Even with very adequate counselling performed long before implementation, there will be women who regret a sterilisation. Marriages break up, children and partners can die, feelings change. On the other hand, there are millions of women who had wanted to put a stop to their fertility earlier who become pregnant against their will because the barriers between them and the for them best contraception were too high. These unintended pregnancies can be very unsettling, and moreover dangerous without good medical supervision, especially if there is a scar in the uterus or when the women involved have a high parity and/or are above 40 years. In SSA, (rising) national CS rates vary from 0.4% to 21%; in Asia, they are often higher (see box 2). In any case, only a small group of women can opt for a CS/TO. This group would be much smaller still if the unqualified recommendations of FIGO's Committee that it is better not to counsel about TO at all than to counsel around the time of delivery were adhered to. Importantly, there is very little risk that a sterilisation after a VD is performed without proper understanding and cooperation of a woman. Women do not allow (and nurses will refuse to cooperate), let alone pay, doctors to open their abdomen after a delivery without strong motivation, and there is no evidence whatsoever that there is more often regret if such a sterilisation was first discussed after delivery.

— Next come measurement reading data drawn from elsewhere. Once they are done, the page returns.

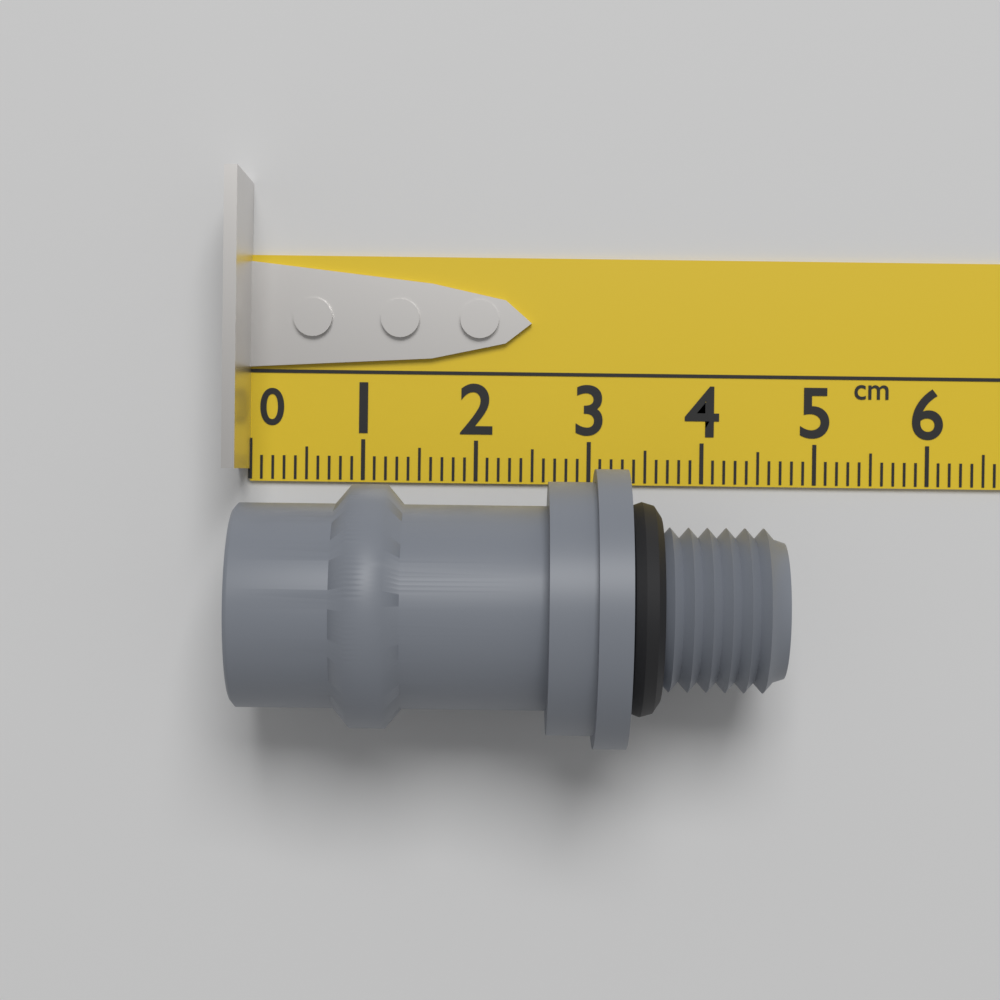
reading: 4.6 cm
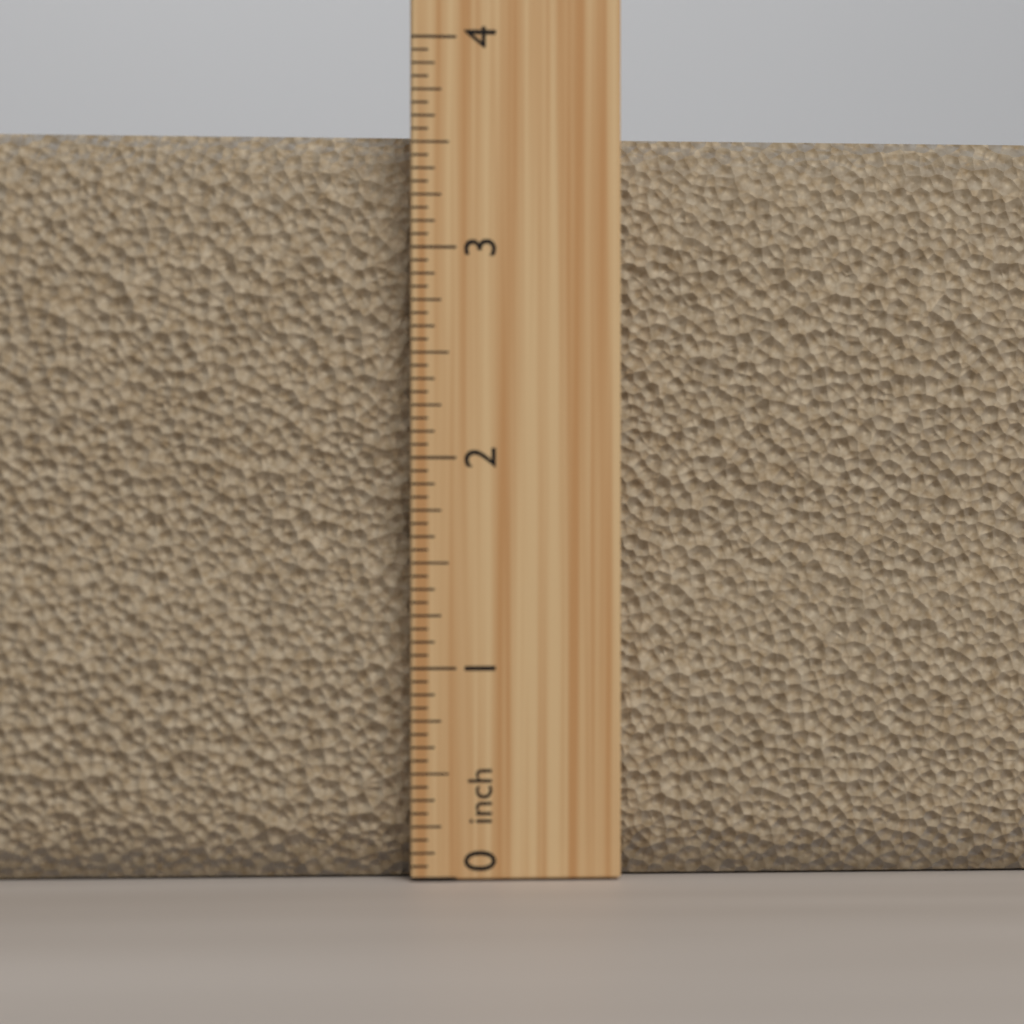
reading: 3.5625 inch
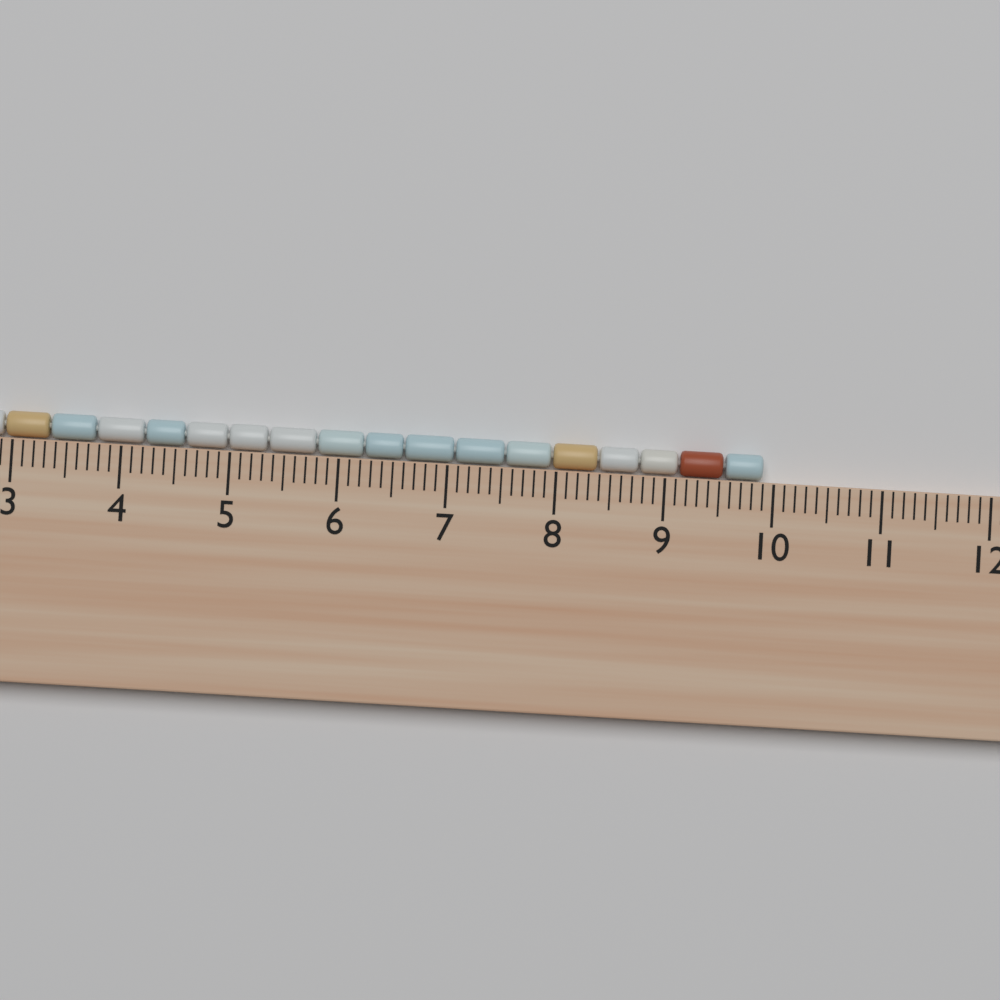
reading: 9.9 cm
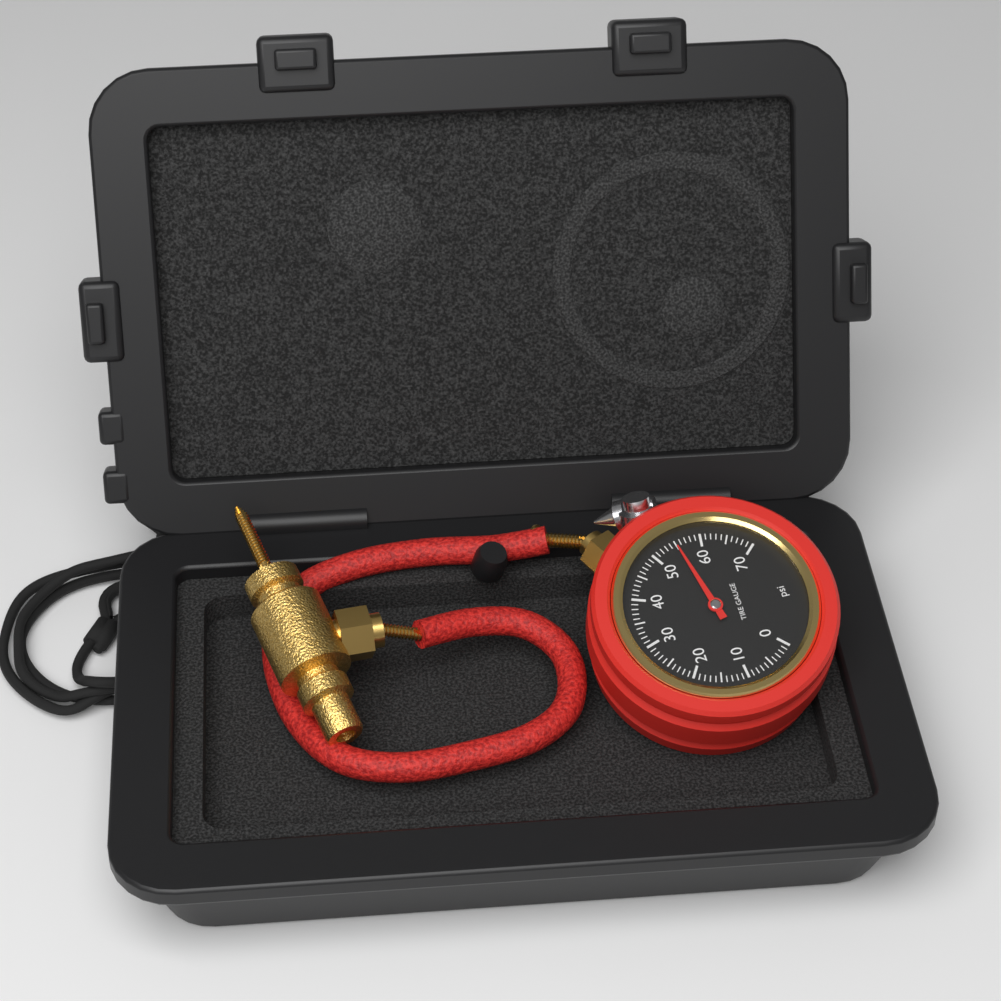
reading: 55 psi
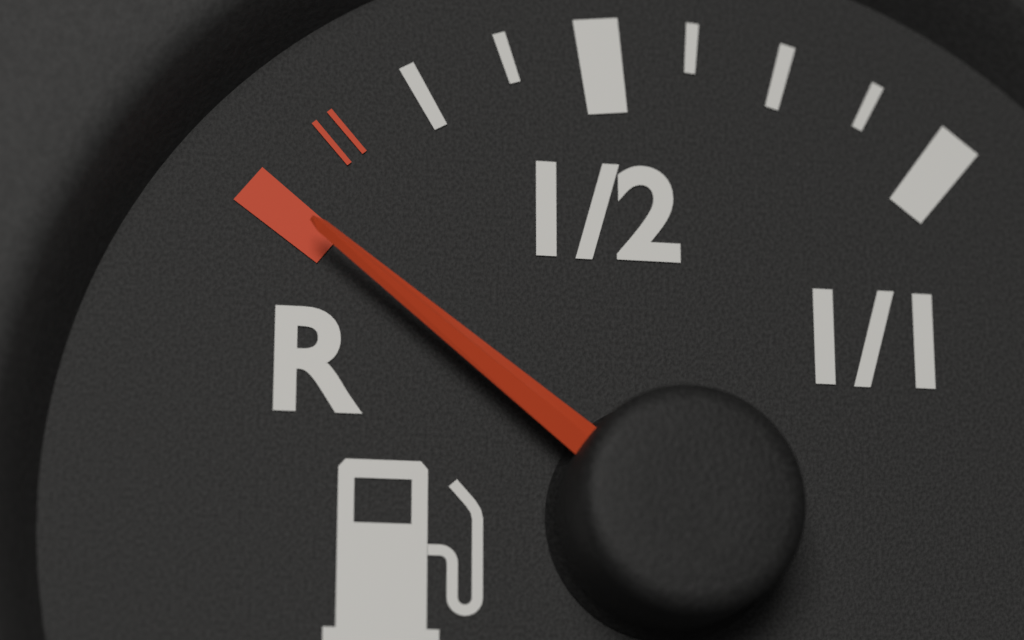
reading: 0.000 (no unit)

Doctors should always consider whether the costs of not offering the TO option are likely to outweigh the possible but unproven additional risk of TO regret after belated, as compared with early, TO counselling.

Does the prevention of one maternal death justify 10 regretted TOs? Or should the scales tip at one for one, or 10 for one? The calculations presented in this paper pertaining to a not-so-very-poor-resourced location suggest that the latter rate can be a realistic one for women with three or more children (see box 1). In most rich countries, however, maternal mortality is so rare and reliable contraception so available and abortion so risk-free that thousands of extra TOs would be needed to prevent one maternal fatality. On the other hand, in those regions, after serious regret, an IVF pregnancy is an option and it costs a fraction of the expenses of raising a child. Therefore, some more regrets could be acceptable in exchange for many fewer unintended pregnancies.

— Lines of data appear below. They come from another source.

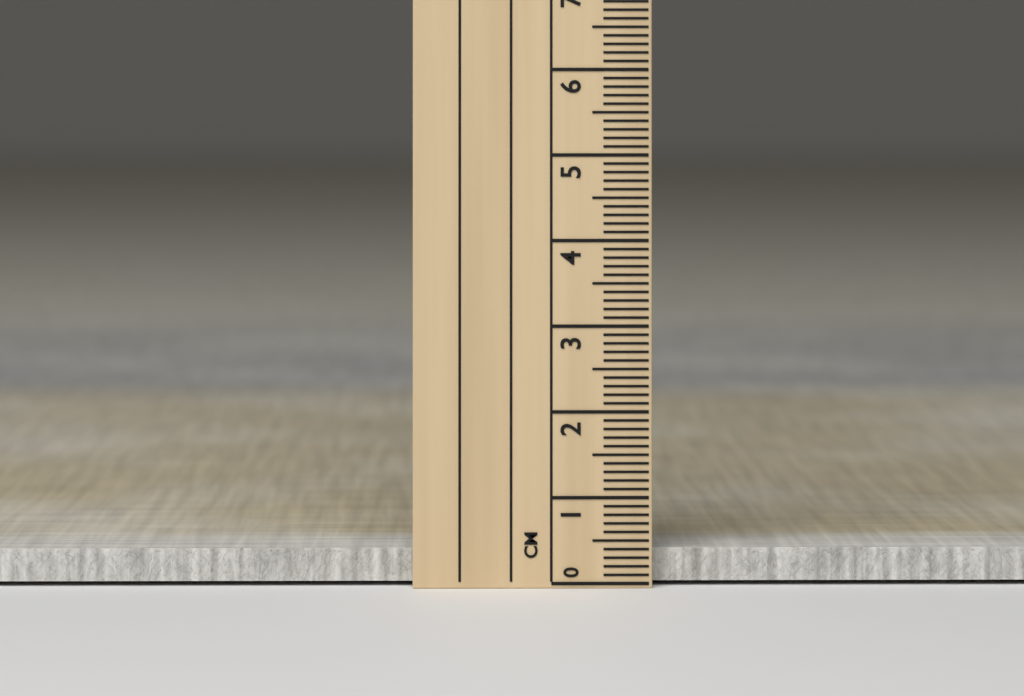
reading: 0.4 cm
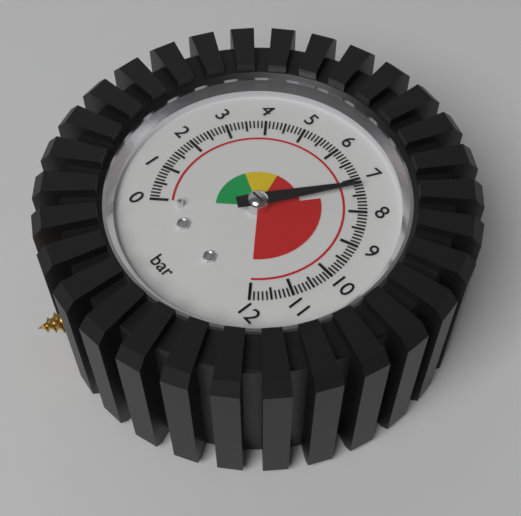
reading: 7.3 bar
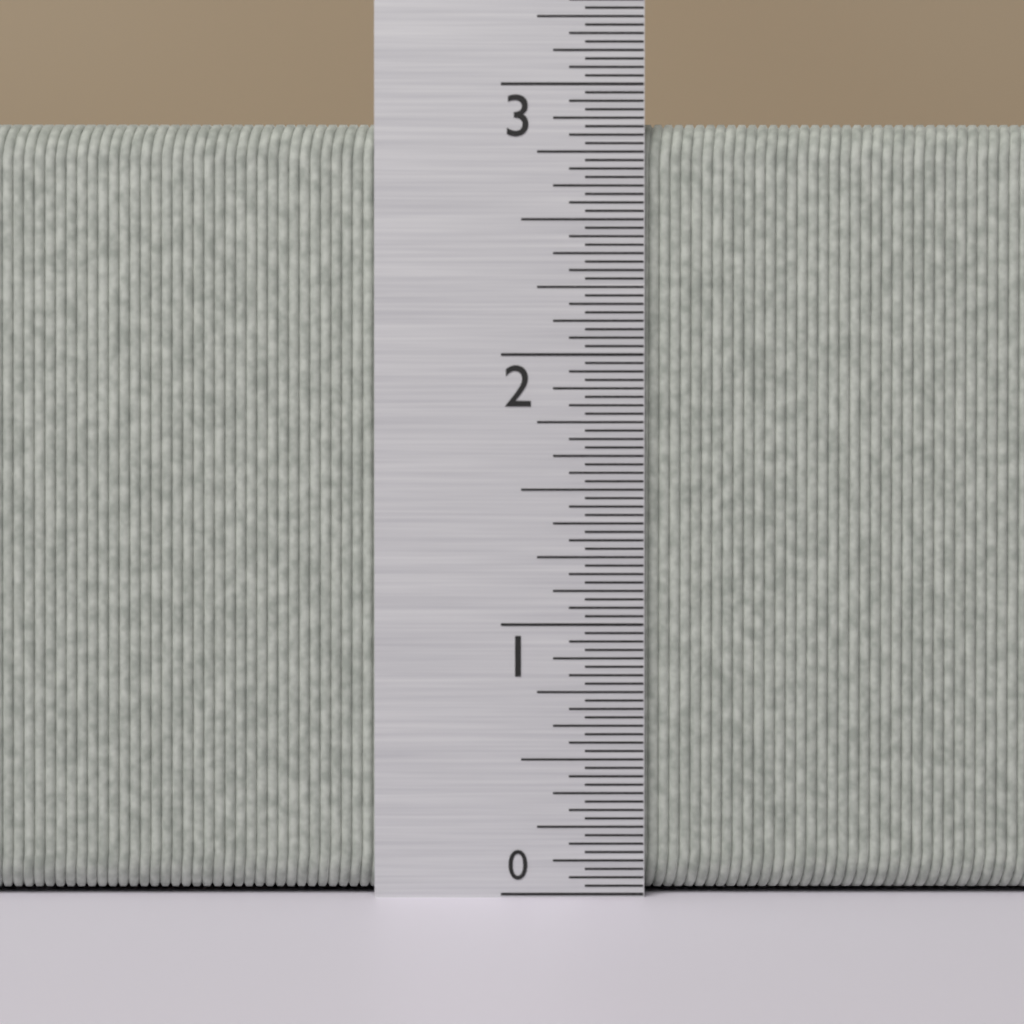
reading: 2.87500 in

The calculations in this paper are biased and confounded. Moreover, rationalisations might play a part in the low TO regret rates detected, but the same psychological mechanism can also diminish the regret rates of women who were not sterilised, if they survived. Especially if they had another child they learnt to love. However, the calculations in box 1 provide a firmer base for ethical advice than sweeping armchair theoretical considerations alone. I believe that it is often unethical not to neutrally offer a CS/TO or VD/TO, where necessary late in pregnancy or soon after a VD, when a mature woman already has children and when the doctor both genuinely believes that providing the TO option is in the patient's best interest and would, in the case of CS/TO, receive no financial benefit from the TO component of this operation. Additional research in diverse settings would be welcome to compare long-term outcomes for women and their families who receive no TO counselling with those who obtain belated counselling. The onus for conducting this is on FIGO's Committee because one must present good reasons to refuse women a potentially life-saving say in such matters. In regions where unbooked deliveries are rare, reversible reliable contraceptive alternatives affordable, interval TOs and vasectomies easily obtainable and abortions safe and accessible, the Committee's stipulation that a peripartum TO should have been discussed earlier in pregnancy seems appropriate, once such counselling becomes an established reproductive right.

Acknowledgments

I would like to thank Dr Ivica Music, Dr Anthony Mthombeni and Dr Abdulkadir Mohmed Wagley for the many patients they counselled and the many operations they performed, and the late Medical Superintendent of United Bulawayo Hospitals, Dr Godwin Gwisai for his support, wisdom and trust.

References

Footnotes

  • Competing interests None.

  • Provenance and peer review Not commissioned; externally peer reviewed.